McCord Museum of Canadian History

LAWYER DAVID Ross McCord (1844–1930) was an avid collector of virtually everything that had to do with life in Canada, including books, photographs, jewelry, furniture, clothing, documents, papers, paintings, toys, and porcelain.

In 1919, he gave his considerable acquisitions to McGill University with a view to establishing a museum of Canadian social history. That collection, now more than 90,000 artifacts, is housed in a stately limestone building that was once a social center for McGill students. The museum has a good section of early history, as well as exceptional folk art. A particularly fine collection of Indian and Inuit items features clothing, weapons, jewelry, furs, and pottery.

A separate room is devoted to the social history of Montreal.

The museum’s most celebrated possession is the collection of 700,000 photographs that painstakingly chronicle every detail of daily life in 19th-century Montreal.

Musée des Beaux Arts

THE OLDEST AND LARGEST art collection in Quebec is housed in two dramatically different buildings that face each other across Rue Sherbrooke. The Michal and Renata Hornstein Pavilion, fronted with four white marble pillars, faces the huge concrete arch and tilting glass front of the Jean-Noël Desmarais Pavilion. The former focuses on Canadiana, with Inuit art, furniture, and church silver from early settlers, and paintings from the 18th century to the 1960s. The galleries in the Desmarais Pavilion (illustrated here) focus on European art from the Middle Ages to the 20th century, especially the Renaissance. Linking the two pavilions is the gallery of ancient cultures, with rich collections of artifacts, including Roman vases and Chinese incense boxes.

Centre Canadien d’Architecture

VISITORS ENTER through an unobtrusive glass door in an almost windowless façade of gray limestone that fronts this large U-shaped building. Well-lit exhibition rooms house a series of regular exhibits in rotation.

The three primary exhibits focus on architecture, design and landscape architecture.

The two arms of the modern building embrace the ornate, grand Shaughnessy Mansion, which faces Boulevard René-Lévesque Ouest. Now part of the Centre, the house was built in 1874 for the president of the Canadian Pacific Railway, Sir Thomas Shaughnessy, and has an artnouveau conservatory with an intricately decorated ceiling.

The Centre is also a major scholarly institution. Its collection of architectural plans, drawings, models, and photographs is the most important of its kind anywhere.

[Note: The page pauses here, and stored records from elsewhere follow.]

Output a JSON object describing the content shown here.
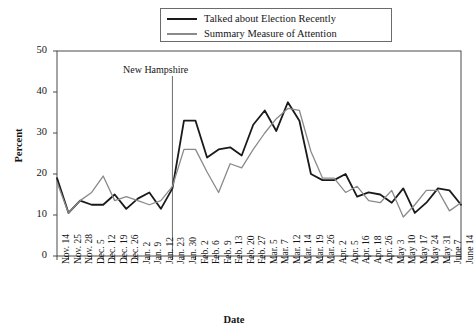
{
  "chart_data": {
    "type": "line",
    "title": "",
    "xlabel": "Date",
    "ylabel": "Percent",
    "ylim": [
      0,
      50
    ],
    "yticks": [
      0,
      10,
      20,
      30,
      40,
      50
    ],
    "grid": false,
    "legend_position": "top-center",
    "annotations": [
      {
        "text": "New Hampshire",
        "x": "Jan. 23",
        "type": "vertical-line-label"
      }
    ],
    "categories": [
      "Nov. 14",
      "Nov. 25",
      "Nov. 28",
      "Dec. 5",
      "Dec. 12",
      "Dec. 19",
      "Dec. 26",
      "Jan. 2",
      "Jan. 9",
      "Jan. 12",
      "Jan. 23",
      "Jan. 30",
      "Feb. 2",
      "Feb. 6",
      "Feb. 9",
      "Feb. 13",
      "Feb. 20",
      "Feb. 27",
      "Mar. 5",
      "Mar. 7",
      "Mar. 12",
      "Mar. 14",
      "Mar. 19",
      "Mar. 26",
      "Apr. 2",
      "Apr. 5",
      "Apr. 16",
      "Apr. 18",
      "Apr. 26",
      "May 3",
      "May 10",
      "May 17",
      "May 24",
      "May 31",
      "June 7",
      "June 14"
    ],
    "series": [
      {
        "name": "Talked about Election Recently",
        "color": "#1a1a1a",
        "values": [
          19,
          10.5,
          13.5,
          12.5,
          12.5,
          15,
          11.5,
          14,
          15.5,
          11.5,
          16.5,
          33,
          33,
          24,
          26,
          26.5,
          24.5,
          32,
          35.5,
          30.5,
          37.5,
          33,
          20,
          18.5,
          18.5,
          20,
          14.5,
          15.5,
          15,
          13,
          16.5,
          10.5,
          13,
          16.5,
          16,
          12.5
        ]
      },
      {
        "name": "Summary Measure of Attention",
        "color": "#8a8a8a",
        "values": [
          18,
          10.5,
          13.5,
          15.5,
          19.5,
          13.5,
          14.5,
          13.5,
          12.5,
          13.5,
          17,
          26,
          26,
          20.5,
          15.5,
          22.5,
          21.5,
          26,
          30,
          33.5,
          36,
          35.5,
          25.5,
          19,
          19,
          15.5,
          17,
          13.5,
          13,
          16,
          9.5,
          12.5,
          16,
          16,
          11,
          13
        ]
      }
    ]
  },
  "legend": {
    "entries": [
      {
        "label": "Talked about Election Recently"
      },
      {
        "label": "Summary Measure of Attention"
      }
    ]
  },
  "axes": {
    "y_title": "Percent",
    "x_title": "Date"
  }
}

The library alone has over 165,000 volumes on the world’s most significant buildings.

Maison Saint-Gabriel

THIS ISOLATED little fragment of New France at first appears lost among the apartment buildings of working class Pointe-Saint-Charles. It was a farm when the formidable Marguerite Bourgeoys, Montreal’s first schoolteacher and now a canonized saint, bought it in 1668 as a residence for the religious order she had founded in 1655.

The house, rebuilt in 1698 after a fire, is a fine example of 17th-century architecture, with thick stone walls and a steeply pitched roof built on an intricate frame of original heavy wooden timbers.

Marguerite Bourgeoys and her tireless sisters worked the farm and ran a school on the property for native and colonial children. They also housed and trained the filles du roy (the “king’s daughters”), orphaned young girls sent abroad to be the women of his new colony. The house’s chapel, kitchen, dormitory, and drawing rooms are full of artifacts dating from the 17th century. These include a writing desk the saint used herself and a magnificent vestment and cope, embroidered in silk, silver, and gold by a wealthy hermit who lived in a hut on the property.